Social Work and the Far Right in European Democracies (SoFRiED)

De-professionalisation from the right. A comparative study in Germany, Austria, and Hungary

How can social work respond to changes in welfare state principles, neoliberal social policies, increasing economisation and precarisation, and shortages of skilled professionals, which are giving rise to tendencies of de-professionalisation? These tendencies manifest themselves in the weakening of structures, competencies and autonomy within the profession. 

Furthermore, the Europe-wide and global rise of right-wing authoritarian and anti-democratic thinking and practices is increasingly undermining the professionalism of social work. This is despite there being internationally coordinated theoretical and ethical standards that oppose anti-human and inequality-reinforcing positions. The SoFRiED mixed-methods study investigates and compares the influence of the far right on social work in the EU member states of Germany, Austria and Hungary, taking into account the respective welfare state contexts. Building on two systematic, federal state-specific studies from Germany — North Rhine-Westphalia: Gille/Jagusch (2018) and Mecklenburg-Western Pomerania: Gille, Krüger & Wéber (2022) — the study analyses the effects of far-right actors, networks, discourses and policies on social work. The project comprises three country-specific sub-studies, each consisting of three methodological components: a quantitative online survey; problem-centred individual interviews with social work professionals; and an analysis of parliamentary documents. The text-based data generated through these three components are supplemented and contextualised by a media analysis and evaluated through explicative, structured qualitative content analysis.

The study’s research objectives are based on the following research questions:

  • In what ways are far-right influences evident in social work in the EU member states of Germany, Austria and Hungary?
  • How do these influences affect the welfare state architecture and social policy measures that constitute the framework for social work at a national level?
  • To what extent are processes of de-professionalisation driven by the far right and restrictions on democratic participation opportunities for practitioners evident in organisational contexts?
  • To what extent do professional practitioners recognise and identify far-right influences in their everyday professional practice?
  • Which professional approaches, counter-strategies and institutionalised responses are articulated within the profession (professional associations, interest groups and civil society), as well as in social work education and practice, when dealing with far-right influences?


From the first line to the last, retype the records exactly and skip the pictures.

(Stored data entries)
________________________________________

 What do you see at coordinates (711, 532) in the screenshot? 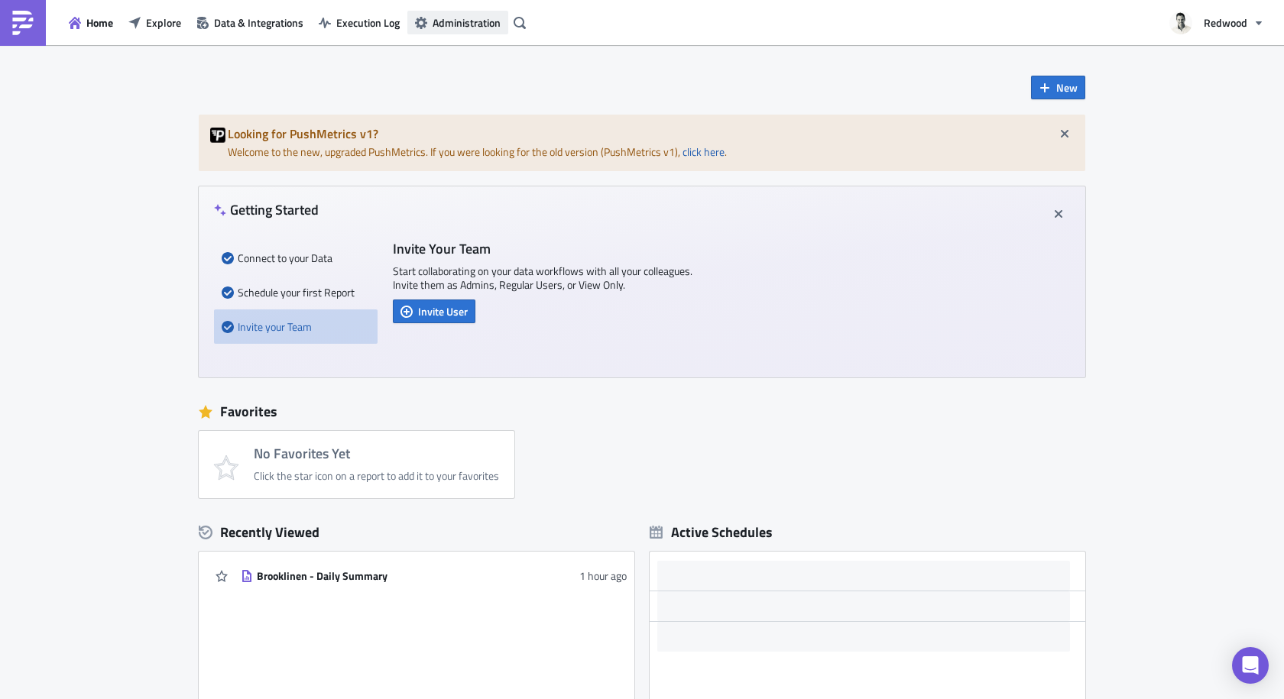
I see `div: Active Schedules` at bounding box center [711, 532].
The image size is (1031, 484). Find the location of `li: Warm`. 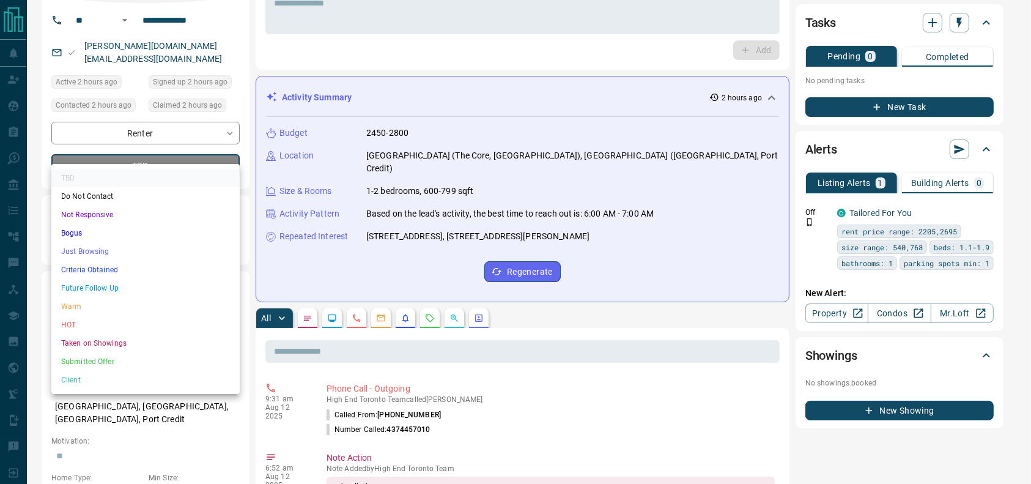

li: Warm is located at coordinates (146, 306).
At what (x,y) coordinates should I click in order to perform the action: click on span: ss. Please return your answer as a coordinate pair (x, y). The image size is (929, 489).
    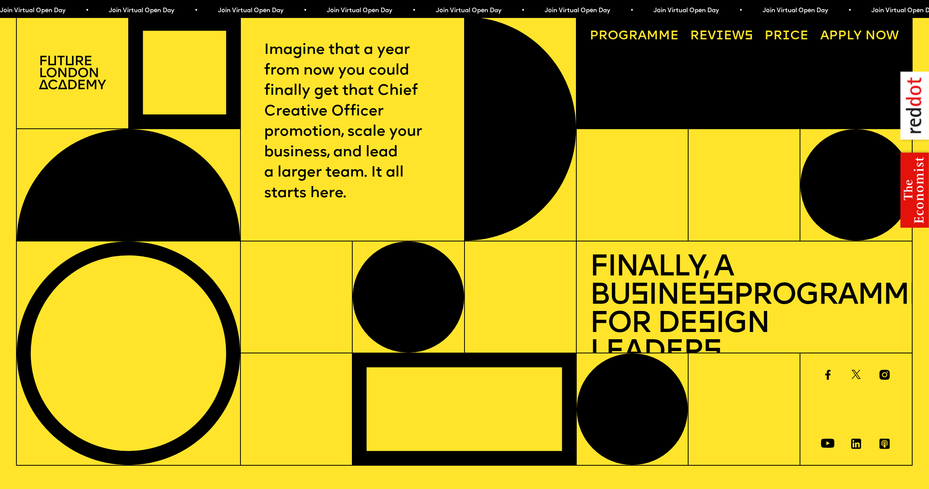
    Looking at the image, I should click on (715, 296).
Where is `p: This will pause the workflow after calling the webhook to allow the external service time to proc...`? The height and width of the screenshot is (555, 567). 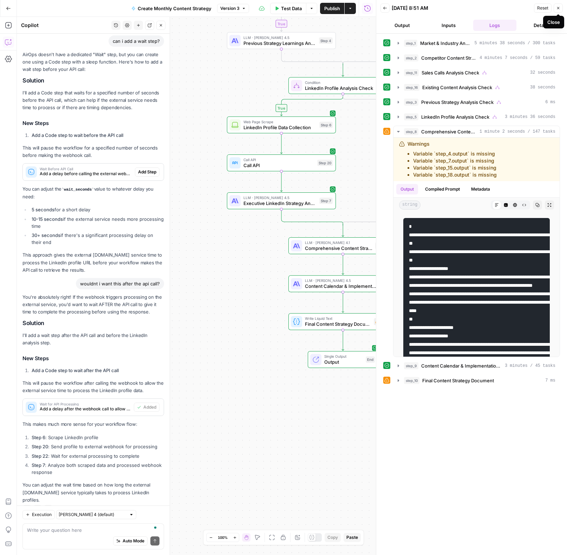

________________________________________

*Your solution*:
 What do you see at coordinates (711, 532) in the screenshot? 
I see `div: Active Schedules` at bounding box center [711, 532].
The image size is (1031, 484). Find the location of `li: Warm`. 

li: Warm is located at coordinates (146, 306).
At what (x,y) coordinates should I click in order to perform the action: click on span: ss. Please return your answer as a coordinate pair (x, y). The image size is (929, 489).
    Looking at the image, I should click on (715, 296).
Where is `p: This will pause the workflow after calling the webhook to allow the external service time to proc...`? The height and width of the screenshot is (555, 567). 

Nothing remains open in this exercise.